Platform * Cecilie Penney x Lawrence Ebelle
Text by Lawrence Ebelle, architect and curator
In recent years, visual artist and composer Cecilie Penney has turned her attention to the healthcare system and its structure. She explores the emotional state that emerges when the body becomes a patient within a system whose language is often dissonant with the body’s needs. A system in which care is filtered through procedures, waiting times, and bureaucratic rhythms that obscure presence and attentiveness.
With her solo exhibition "Rest and Routine – Duet for Sanatorium and Modern Hospital", Penney expands this investigation to the scale of architecture, probing what might be called the architecture of empathy: the ways in which built environments shape, enable, or withhold forms of care. The exhibition stages an encounter between two historical architectural models of care: the early twentieth-century sanatorium and the contemporary super hospital. While the sanatorium prioritizes the stay itself – an understanding of healing linked to light, nature and access to fresh air, the super hospital is designed to heal, streamline, and move the patient onward. These two architectures appear as voices in a duet in which tempo, rhythm, and priorities are constantly shifting.
Penney takes over Nikolaj Kunsthal’s former church space, transforming it into a lyrical stage. Here, it temporarily changes key: from institution to dwelling, from passage to immersion. An opera vocal lends the sanatorium body and breath, while a more mechanical, rhythmic voice represents the constant pulse of the super hospital. Together with machine sounds and processed field recordings, they form an electronic composition that envelops the audience and organizes the space through repetition, pauses, and ruptures, like a system that choreographs bodies.
The exhibition’s dramaturgy draws on the opera tradition’s use of supertitles as carriers of the story, while the projected song lyrics function as pieces in a fragmented narrative. They structure the work’s dialogue and open a space between past and present. Architecture is also materialized physically: the floor is covered with linoleum engraved with patterns based on a floor plan from a modern hospital. An otherwise invisible structure becomes tangible underfoot and perceptible to the body.
"Rest and Routine – Duet for Sanatorium and Modern Hospital" continues the research and critique of systems that produce care, but also distance, initiated by Penney in earlier works such as "I have gotten used to speaking in fragments because that is how I receive information" (2024) and "I don’t understand the words you use" (2024). The exhibition invites the audience to inhabit the tension between rest and routine. Here, it becomes clear that care is not merely given, but composed, structured, and distributed. The exhibition suggests that care is not only a relational act, but also a spatial and organizational concern, in which architecture, as a silent ally – or sometimes an obstacle – always plays a role in determining who is allowed to rest.
Access Press Kit (in Danish).
The exhibition "Rest and Routine – Duet for Sanatorium and Modern Hospital" is supported by Rådet for Visuel Kunst, Københavns Kommune, Statens Kunstfond, Fake Foundation, Dansk Artist Forbund, and Koda Kultur. The project space Platform has been realized with support from Det Obelske Familiefond.
About Cecilie Penney
Cecilie Penney (b. 1990, Denmark) is a visual artist and electronic composer who works across sound, installation, video, and text. Her practice explores how infrastructure and cultural norms shape human behaviour, as well as how emotions and empathy unfold within structural, linguistic, and technological systems.
In recent years, she has focused particularly on the Scandinavian healthcare system and how patients navigate an institution that can be difficult to access and understand. Taking a conceptual approach, Penney explores how patients are often expected to fit into rigid frameworks that do not take their individual needs into account. By creating imagined or alternative worlds, she explores new possibilities for healing and transformation within bureaucratic systems and invites reflection on how systemic change can grow out of emotional insight and collective rethinking.
Penney holds an MFA from the Royal Danish Academy of Fine Arts' Schools of Visual Arts in Copenhagen and a BFA in Art Photography from HDK-Valand in Gothenburg.
About Lawrence Ebelle
Lawrence Ebelle (b. 1974, FR/US) is an architect and curator with an M.Arch. from the University of Illinois Chicago and ÉNSAV Paris. Her practice moves between architecture, scenography, and art and is characterised by a particular attention to atmosphere, sensuality, and spatial experience. Ebelle often works site-specifically, using existing architecture as a starting point for investigations into how space affects the body, behavior, and perception.
In her curatorial work, she brings together spatial, social, and political perspectives and explores how architecture both reflects and shapes complex social structures. Through the Curated Works platform, she explores interdisciplinary formats where architecture, sound, scent, and visual elements are interwoven in immersive installations that invite the audience to reflect and be present.
Ebelle is also the spokesperson for UKK – Organisation for Artists, Curators and Art Communicators – which works to promote greater diversity, new practices, and mission-oriented development in the visual arts field. In the exhibition Rest and Routine – Duet for Sanatorium and Modern Hospital, Ebelle brings her architectural and curatorial background into dialogue with Cecilie Penney's practice in an exploration of the spaces and logics of the healthcare system.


◆ ABOUT THIS EXERCISE ◆
Without the pictures, give the entries below again exactly as written.

MATERIALS PROVIDED Block Start

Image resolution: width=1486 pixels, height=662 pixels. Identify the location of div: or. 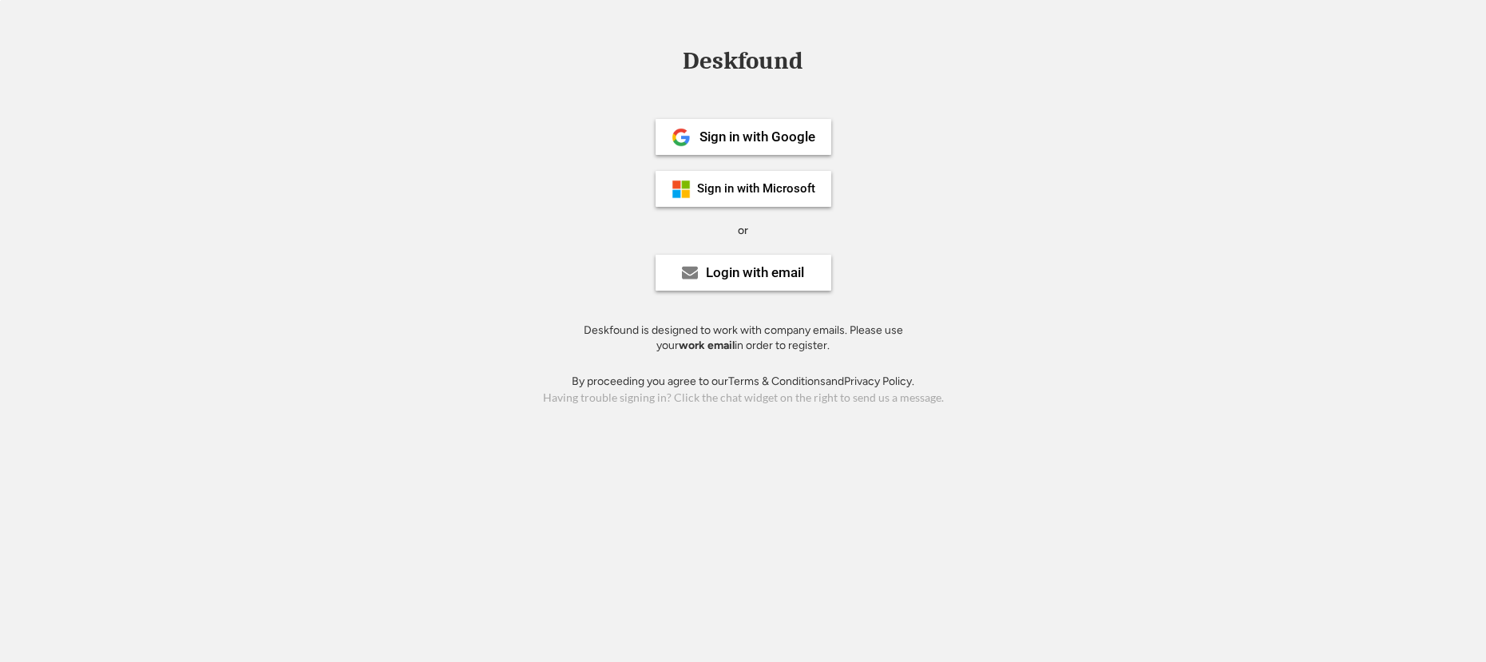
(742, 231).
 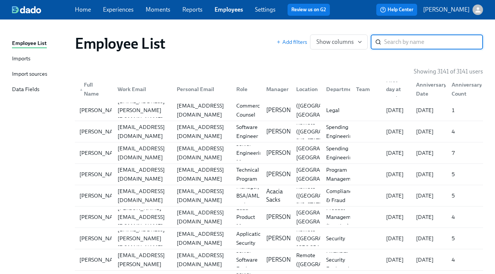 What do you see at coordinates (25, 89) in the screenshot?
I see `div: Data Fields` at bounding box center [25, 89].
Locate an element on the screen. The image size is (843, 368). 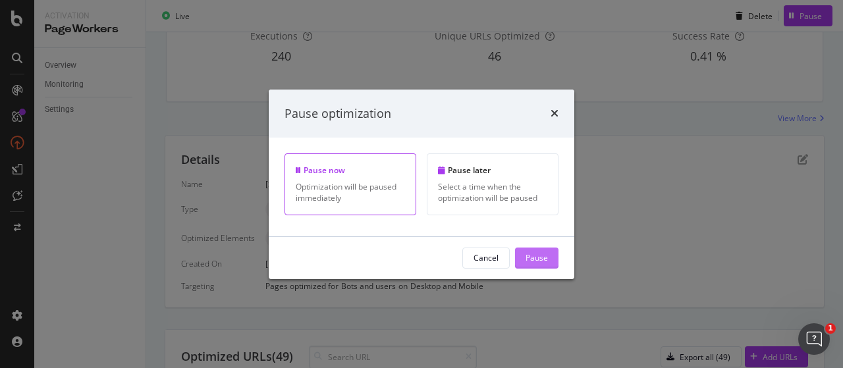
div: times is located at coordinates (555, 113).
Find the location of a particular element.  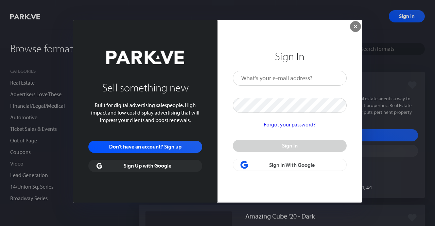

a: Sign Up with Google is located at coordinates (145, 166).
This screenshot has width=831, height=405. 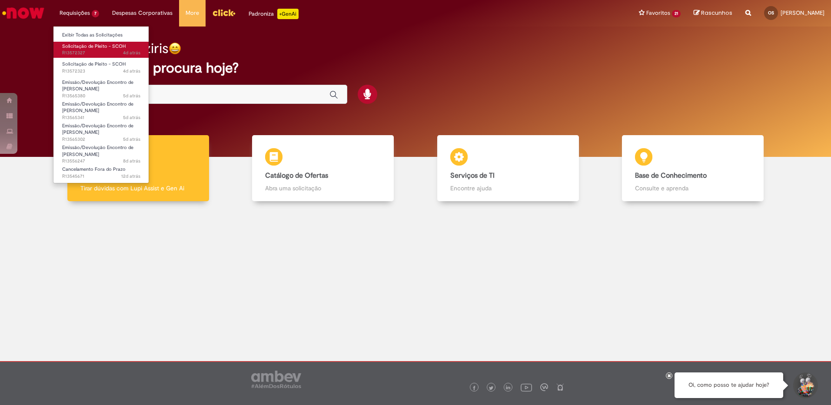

MATERIALS PROVIDED Block End

◆ RESPONSE TO THE EXERCISE ◆
Image resolution: width=1486 pixels, height=662 pixels. Identify the location of div: or. 
(742, 231).
  What do you see at coordinates (25, 89) in the screenshot?
I see `div: Data Fields` at bounding box center [25, 89].
Locate an element on the screen. The image size is (843, 368). 
div: times is located at coordinates (555, 113).
Find the location of a particular element.  

a: Sign Up with Google is located at coordinates (145, 166).
This screenshot has width=831, height=405. 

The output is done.